— Action item —
Scan the lines below for the string "What" and copy every one that has it.

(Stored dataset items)
▬▬▬
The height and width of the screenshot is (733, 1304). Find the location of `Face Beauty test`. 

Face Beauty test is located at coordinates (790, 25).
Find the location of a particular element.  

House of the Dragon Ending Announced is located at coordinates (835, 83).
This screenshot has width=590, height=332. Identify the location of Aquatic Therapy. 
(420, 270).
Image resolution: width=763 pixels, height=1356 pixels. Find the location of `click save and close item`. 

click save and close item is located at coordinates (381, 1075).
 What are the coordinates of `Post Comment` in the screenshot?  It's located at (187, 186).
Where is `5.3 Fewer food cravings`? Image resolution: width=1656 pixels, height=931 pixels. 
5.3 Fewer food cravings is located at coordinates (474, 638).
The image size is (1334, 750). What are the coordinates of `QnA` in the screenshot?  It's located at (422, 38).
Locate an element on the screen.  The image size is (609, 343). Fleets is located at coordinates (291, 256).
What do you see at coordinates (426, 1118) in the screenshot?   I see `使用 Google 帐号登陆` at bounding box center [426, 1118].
▬▬▬
— Answer space —
 What are the coordinates of `Post Comment` in the screenshot?  It's located at (187, 186).
The image size is (1334, 750). What are the coordinates of `QnA` in the screenshot?  It's located at (422, 38).
What do you see at coordinates (426, 1118) in the screenshot?   I see `使用 Google 帐号登陆` at bounding box center [426, 1118].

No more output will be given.